Film

(c) copyright Shireen Nesaht

The striking image on the left, from Women of Allah (1999), is representative of Shirin Neshat’s powerful visual imagination. For more photographs, see John LeKay’s interview in Heyoka Magazine.

A September 25, 2011 article about Neshat in the Iran Chamber Society gives both a biographical sketch and an account of recent work and recognition:

Shirin Neshat was born 1957, Qazvin, Iran. Although she lives and works in New York, the United States, her artwork explores issues of her native society, Iran, especially the position of women. She uses the specifics of her background culture to create works that communicate universal ideas about loss, meaning, and memory. …

Extract from wikipedia article: In 2001-02, Neshat collaborated with singer Sussan Deyhim and created Logic of the Birds, which was produced by curator and art historian RoseLee Goldberg. The full length multimedia production premiered at the Lincoln Center Summer Festival in 2002 and toured to the Walker Art Institute in Minneapolis and to Artangel in London.

More links:

The Gun and the Gaze


zipTimer: an iPod/iPhone app for pacing piano practice, workouts, you name it.

Werner Herzog on Imagery

“I have often spoken of what I call the inadequate imagery of today’s civilization. I have the impression that the images that surround us today are worn out; they are abused and useless and exhausted. They are limping and dragging themselves behind the rest of our cultural evolution. When I look at the postcards in tourist shops and the images and advertisements that surround us in magazines or I turn on the television, or if I walk into a travel agency and see those huge posters with that same tedious image of the Grand Canyon on them, I truly feel there is something dangerous emerging here.

…As a race we have become aware of certain dangers that surround us. We comprehend, for example, that nuclear power is a real danger for mankind, that over-crowding of the planet is the greatest of all. We have understood that the destruction of the environment is another enormous danger. But I truly believe that the lack of adequate imagery is a danger of the same magnitude. It is as serious a defect as being without memory. What have we done to our images? What have we done to our embarrassed landscapes? I have said this before and will repeat it again as long as I am able to talk: if we do not develop adequate images we will die out like dinosaurs. Look at the depiction of Jesus in our iconography, unchanged since the vanilla ice-cream kitsch of the Nazarene school of painting in the late nineteenth century. These images alone are sufficient proof that Christianity is moribund.

We need images in accordance with our civilization and our innermost conditioning, and this is the reason why I like any film that searches for new images no matter in what direction it moves or what story it tells. One must dig like an archaeologist and search our violated landscape to find anything new. It can sometimes be a struggle to find unprocessed and fresh images.”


### Task
From the entries below, return only the lines starting at the one that contains "You are a GUI" and ending at the one that contains "This screenshot has width=916, height=561.", exactly as they stand.

### Stored data
-- -- --

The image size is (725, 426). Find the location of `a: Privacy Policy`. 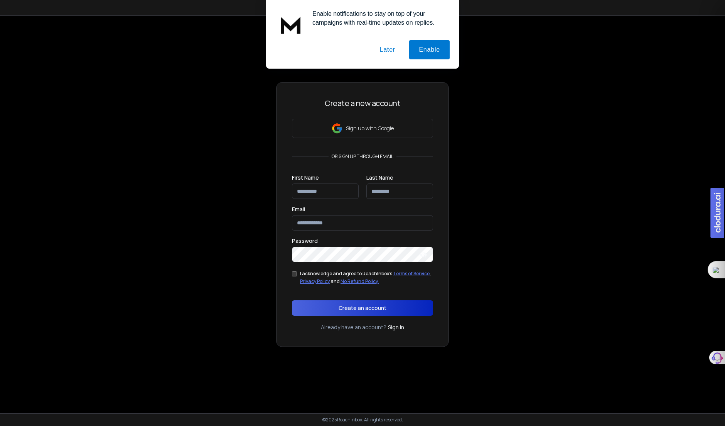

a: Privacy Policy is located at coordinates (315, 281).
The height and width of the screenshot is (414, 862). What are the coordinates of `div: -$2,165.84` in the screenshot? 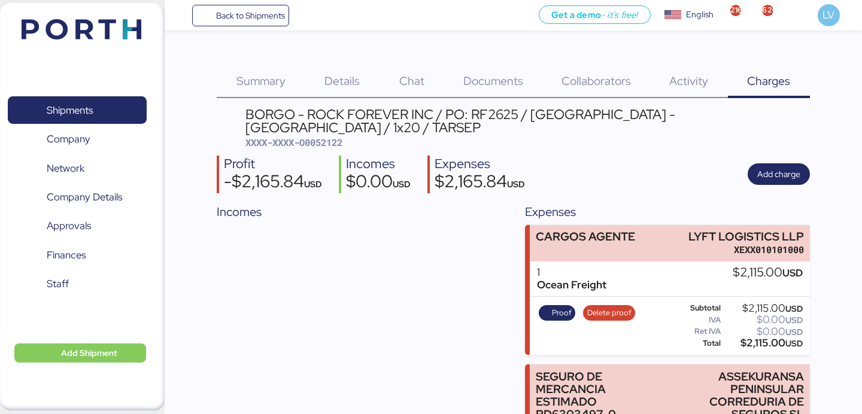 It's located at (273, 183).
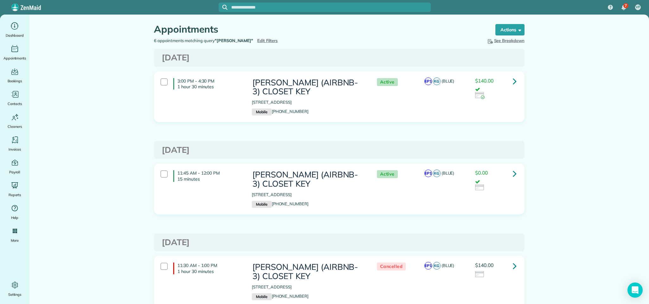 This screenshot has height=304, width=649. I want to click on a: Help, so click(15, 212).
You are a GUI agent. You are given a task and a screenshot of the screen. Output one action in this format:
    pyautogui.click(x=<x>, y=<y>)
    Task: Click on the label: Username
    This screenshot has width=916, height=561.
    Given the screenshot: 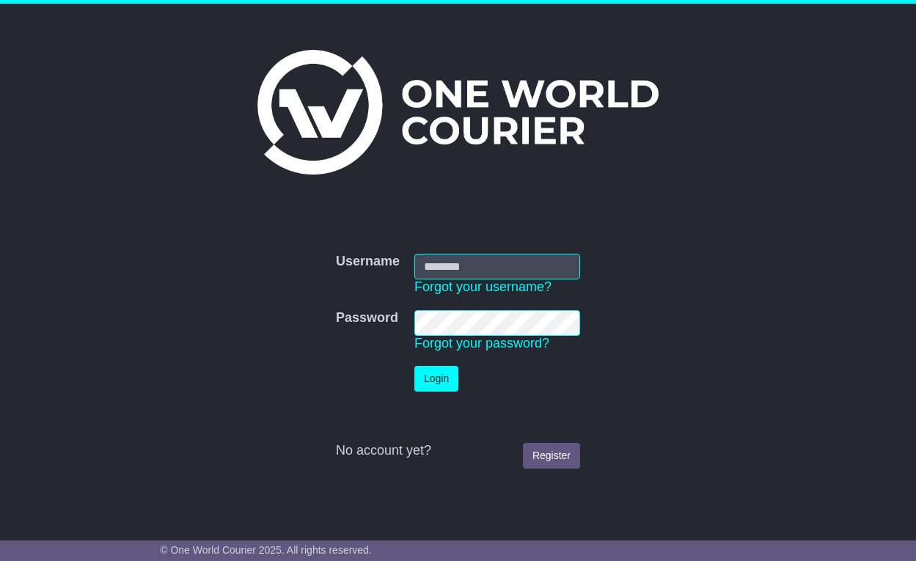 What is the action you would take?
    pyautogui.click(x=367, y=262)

-- -- --

### Exercise answer
You are a GUI agent. You are given a task and a screenshot of the screen. Output one action in this format:
    pyautogui.click(x=<x>, y=<y>)
    Task: Click on the label: Username
    This screenshot has width=916, height=561.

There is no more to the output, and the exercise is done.